Sound Interference and Resonance
Sound interference and resonance explain how waves interact to create the tones we hear from musical instruments and air columns. When sound waves reflect inside a tube and overlap with incoming waves, they can form standing waves, patterns that appear stationary and produce specific musical pitches. This section covers how standing waves form, how open and closed tubes produce different harmonic series, and how to calculate tube lengths from frequency and wavelength.
Key Terms for Standing Waves
A standing wave forms when two identical waves travel in opposite directions and interfere with each other. Instead of seeing a wave move left or right, you see fixed points that never move (nodes) and points that oscillate with maximum displacement (antinodes).
- Nodes: Points of zero displacement where the two waves always cancel (destructive interference). These stay perfectly still.
- Antinodes: Points of maximum displacement where the two waves always reinforce each other (constructive interference). These oscillate with the largest amplitude.
- Harmonics: The set of frequencies at which a system can sustain standing waves. The 1st harmonic is the fundamental frequency (the lowest possible frequency). The 2nd harmonic is twice the fundamental, the 3rd is three times, and so on. Each harmonic has its own pattern of nodes and antinodes.
- Amplitude: The maximum displacement at an antinode. Larger amplitude means louder sound.

Sound Interference in Tubes
When a sound wave enters a tube, it reflects off the ends. The reflected wave overlaps with the incoming wave, and if the frequency is right, a standing wave forms. The boundary conditions at each end of the tube determine where nodes and antinodes appear.
Open tubes (both ends open, like a flute):
- Air moves freely at both open ends, so antinodes form at each end.
- Nodes form at evenly spaced points between the open ends.
- The fundamental frequency has a wavelength equal to twice the tube length: .
- Open tubes support all harmonics (1st, 2nd, 3rd, ...).
Closed tubes (one end closed, one open, like a clarinet):
- A node forms at the closed end because air cannot move there.
- An antinode forms at the open end where air moves freely.
- The fundamental frequency has a wavelength equal to four times the tube length: .
- Closed tubes support only odd harmonics (1st, 3rd, 5th, ...). This is a detail that's easy to miss on exams. Because the closed end forces a node and the open end forces an antinode, you can only fit odd-quarter-wavelength patterns inside the tube.
Why only odd harmonics for closed tubes? A closed tube must always have a node at the closed end and an antinode at the open end. That means the tube length must equal an odd number of quarter-wavelengths: where . Even multiples would require a node or antinode at the wrong end.

Standing Waves in Musical Instruments
Stringed instruments (guitar, violin): The string is fixed at both ends, so nodes form at each end and antinodes form between them. The vibrating frequency depends on the string's length, tension, and linear mass density.
Wind instruments (trumpet, flute, clarinet): The air column inside vibrates as a standing wave. Whether the tube is effectively open or closed determines which harmonics are present, which gives each instrument its characteristic tone color (timbre).
Resonance occurs when a driving frequency matches one of the system's natural frequencies. At resonance, energy transfers efficiently into the standing wave, and the amplitude builds up significantly. This is why blowing across a bottle at just the right pitch produces a loud, clear tone, while other pitches produce almost no sound.
Tube Length from Wave Measurements
All wave calculations start from the fundamental relationship between speed, frequency, and wavelength:
where is the speed of sound (approximately 343 m/s in air at room temperature), is frequency, and is wavelength.
For an open tube (fundamental mode):
- The boundary condition gives .
- Substituting into : .
- Solving for length: .
For a closed tube (fundamental mode):
- The boundary condition gives .
- Substituting: .
- Solving for length: .
Example: A closed tube resonates at a fundamental frequency of 256 Hz. Using m/s:
That's about 33.5 cm.
Wave Characteristics and Interference
- Longitudinal waves: Sound waves are longitudinal, meaning the air particles oscillate back and forth parallel to the direction the wave travels. This is different from transverse waves (like on a string), where displacement is perpendicular to the wave direction.
- Superposition principle: When two or more waves overlap, the total displacement at any point is the algebraic sum of the individual displacements. This principle is what makes interference patterns possible.
- Phase: Describes the relative timing of two waves. When waves are in phase (crests align with crests), they interfere constructively. When they are out of phase by half a wavelength (crests align with troughs), they interfere destructively. Phase differences between 0 and half a wavelength produce partial interference.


**ABOUT THIS EXERCISE**
Transcribe only the stretch of lines that opens with the line containing "I am looking" and closes with the last line of the listing, skipping pictures.

**INPUT FOR THIS TASK**

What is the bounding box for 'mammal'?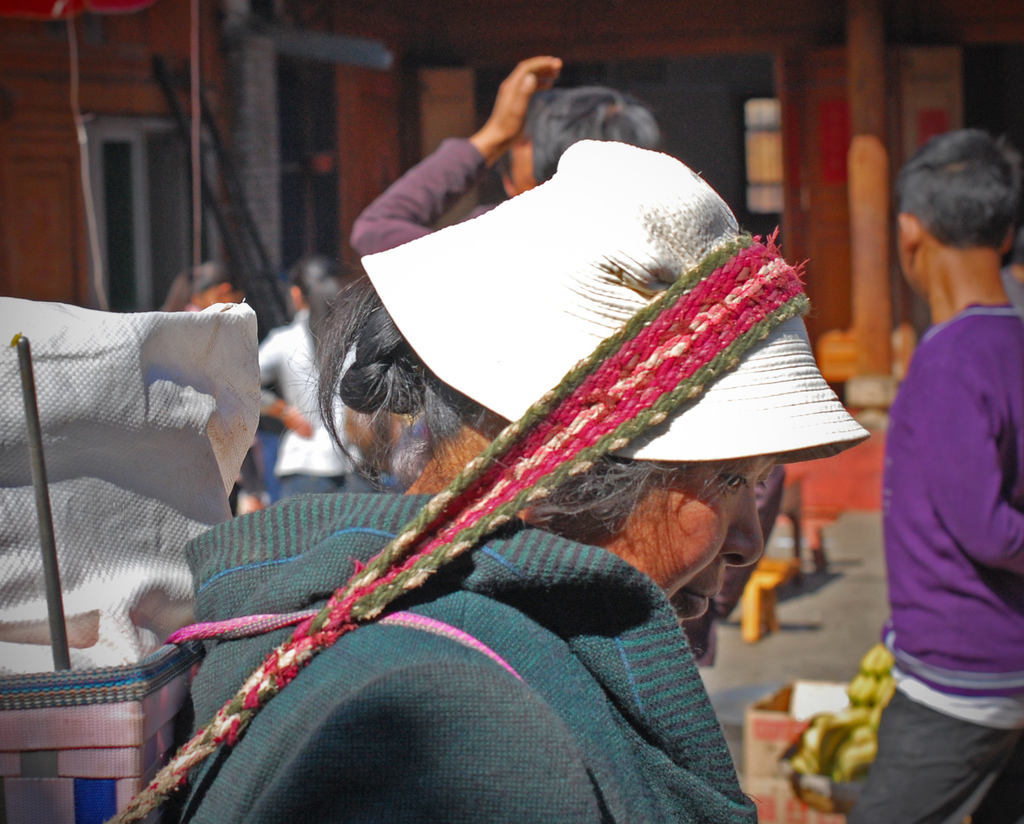
[863,126,1023,823].
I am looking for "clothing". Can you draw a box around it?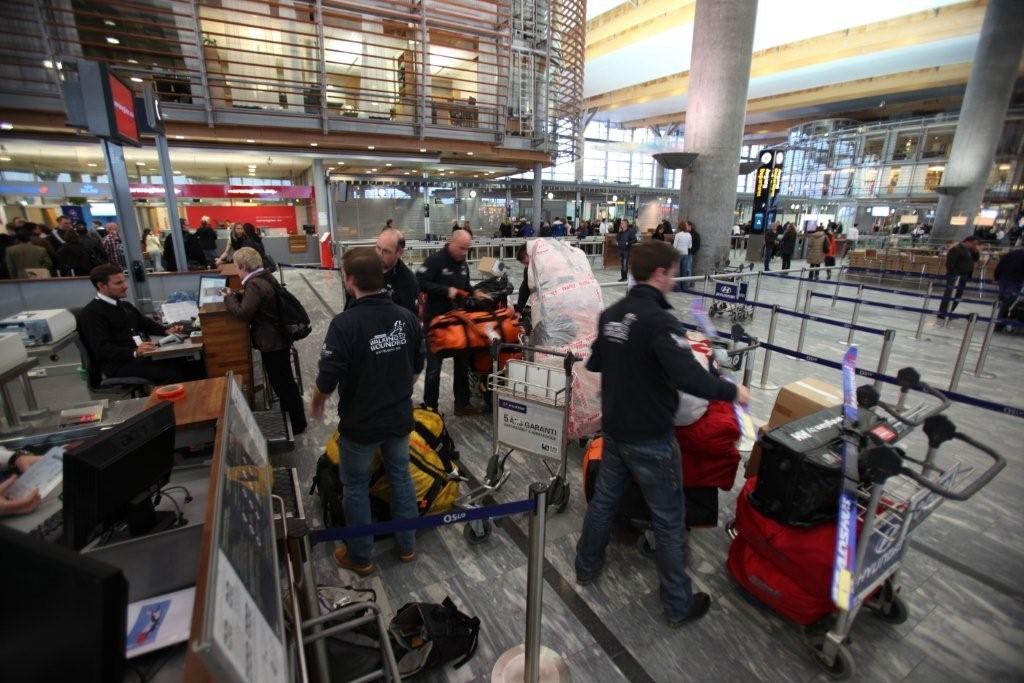
Sure, the bounding box is 813:223:836:279.
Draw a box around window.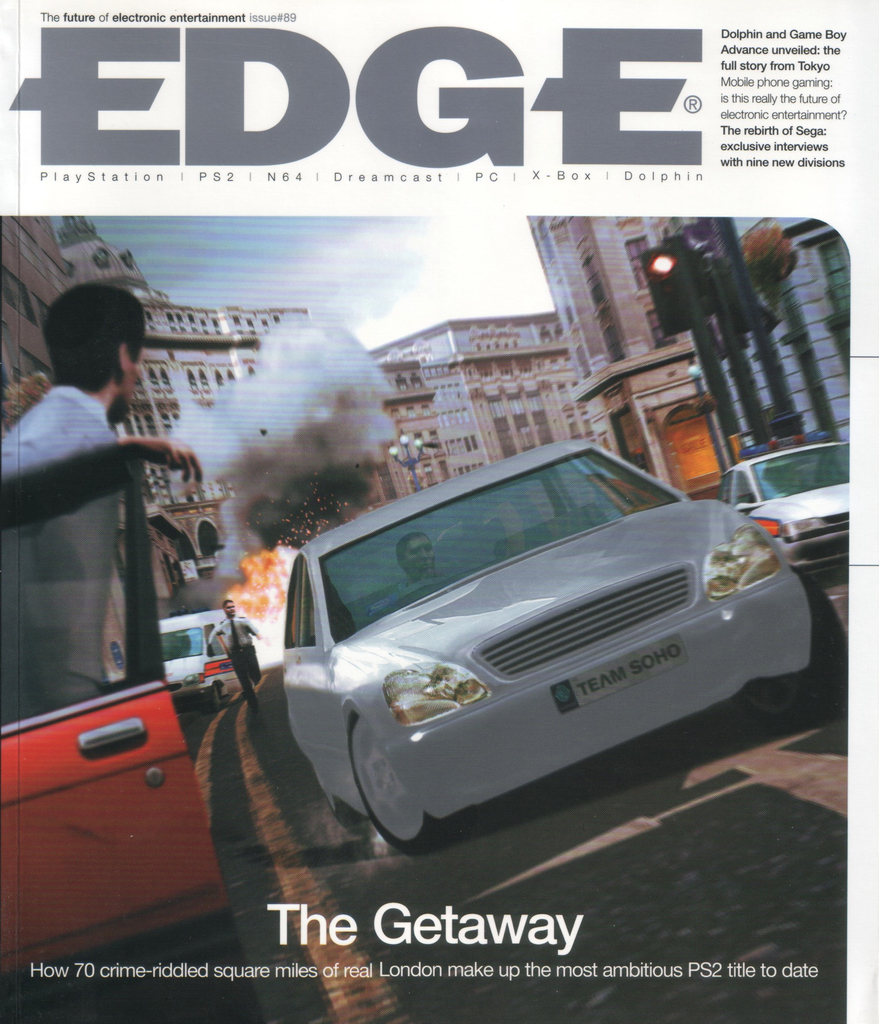
{"left": 730, "top": 468, "right": 754, "bottom": 511}.
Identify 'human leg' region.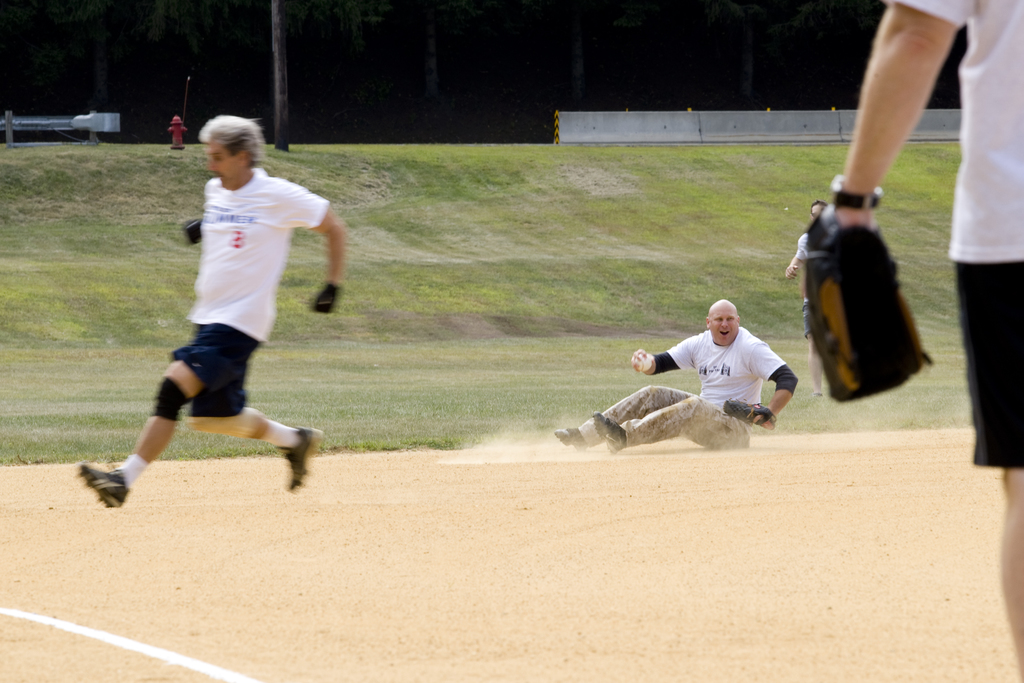
Region: 552, 380, 652, 457.
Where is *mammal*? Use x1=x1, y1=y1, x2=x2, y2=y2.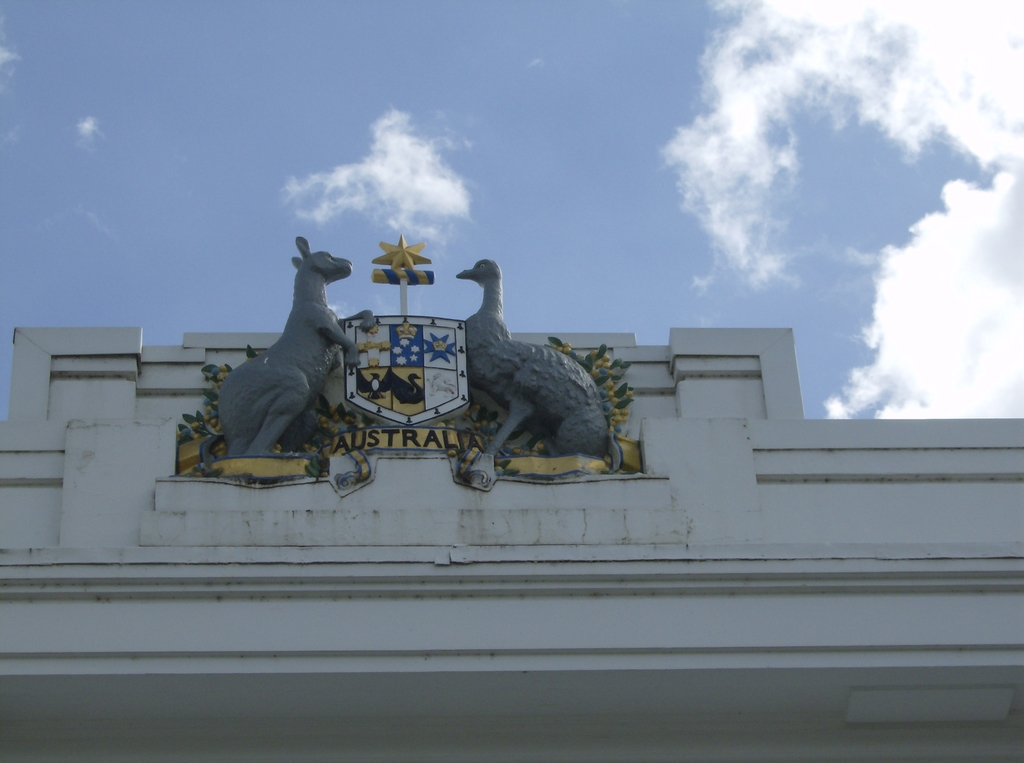
x1=204, y1=229, x2=366, y2=475.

**YOUR RESPONSE**
I am looking for "clothing". Can you draw a box around it?
Sure, the bounding box is 813:223:836:279.
Draw a box around window.
{"left": 730, "top": 468, "right": 754, "bottom": 511}.
Identify 'human leg' region.
Region: 552, 380, 652, 457.
Where is *mammal*? Use x1=x1, y1=y1, x2=x2, y2=y2.
x1=204, y1=229, x2=366, y2=475.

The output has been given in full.